The President may be able to finesse the Iran issue by allowing Iran to operate in parallel with a de facto agreement by both countries to cooperate by not threatening the other state. The United States and Iran do, however, have fundamentally different strategic interests. Iran wants to maximize its influence over a Shi’ite dominated Iraq and will seek to use its military aid and advice to do. The United States will seek to create an independent and unified Iraq linked to other Arab states.

Certain and Uncertain Allies

The final key problem the President faces is the uncertain mix of allies. Many European countries can show solidarity, but only Britain and possibly France can deploy meaningful airpower. The key allies are regional. They can help shut down the Islamic State’s fundraising and economy. They can best attack its religious legitimacy and social and human rights abuses. They can best focus media on Syrian and Iraqi audiences. They can best control the flow of foreign volunteers, and private outside donations. They can best provide bases, and at least highly symbolic elements of combat forces like Special Forces, trainers, and airpower as well as arms transfers.
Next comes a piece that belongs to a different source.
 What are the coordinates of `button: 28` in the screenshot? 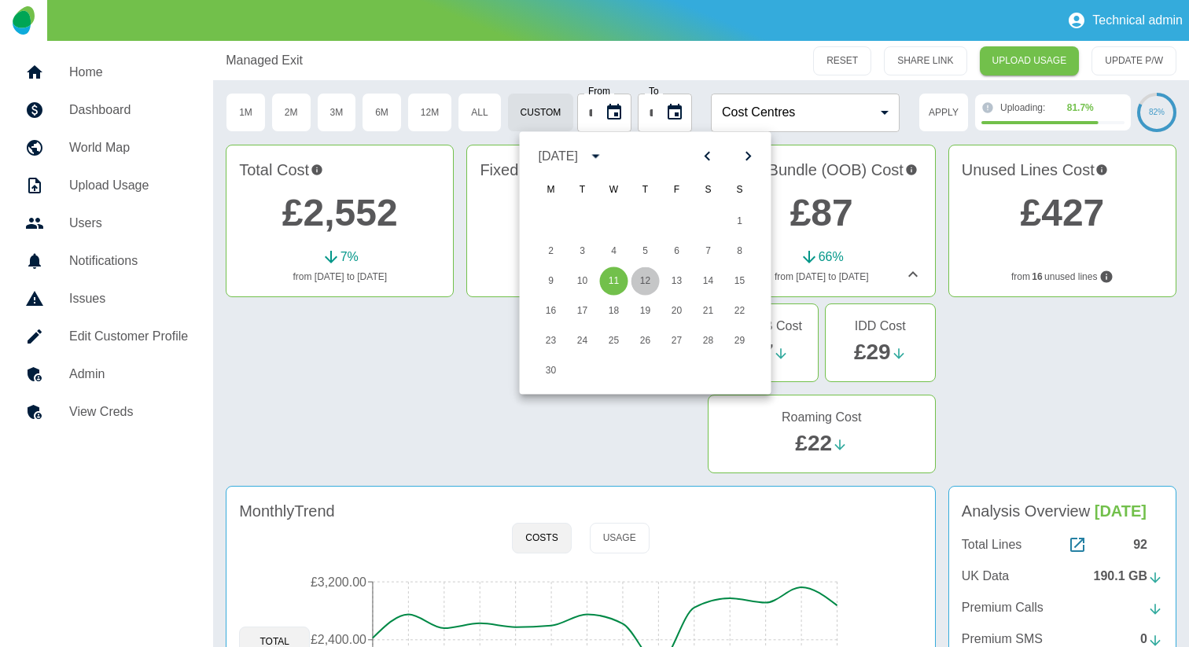 It's located at (709, 341).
In spite of what is likely to be broad Presidential rhetoric, however, each such ally presents a different set of problems the President may well not wish to address in his speech:
• Saudi Arabia, the UAE, and Jordan strongly oppose the existence of the Islamic State, actively support the United States in seeking to destroy it, and increasing cooperate with the United States in aiding moderate Syrian rebels. They do, however, question U.S. willingness to act and make serious commitments, and they are hostile to the past Maliki government for its treatment of Iraq’s Sunnis and ties to Iran. Cooperation requires both decisive and consistent U.S. leadership and proven changes in the behavior of the Iraqi government.
• The UAE, Kuwait, and Qatar all provide bases for U.S. air strikes. The UAE, however, is the only state fully committed to destroying the Islamic State. Kuwait is deeply divided politically and still has major private donors to the Islamic State and other extremist causes. Qatar remains divided from the other Arab states, has more sympathy to the Islamist movement, and more tolerance of private funding of the Islamic State. It is unclear how much influence and pressure — and effective unity of action — the United States can bring to bear.
• Turkey is critical to any effort to seal off the Islamic State, but has many diplomats as hostages, faces serious problems in securing long borders, has extensive trade links to the Islamic State, and is deeply concerned about the threat posed by its Kurdish separatists and any Iraqi Kurdish independence. President Erdogan is very sensitive to U.S. military action in the region, and concerned with the past disruption caused by the U.S. invasion in 2003. He allows U.S. UAV flights out of the air base at Incirlik, but may not agree to any U.S. combat operations from a key facility for operations against both Syria and northern Iraq. 

Anthony H. Cordesman holds the Arleigh A. Burke Chair in Strategy at the Center for Strategic and International Studies in Washington, D.C.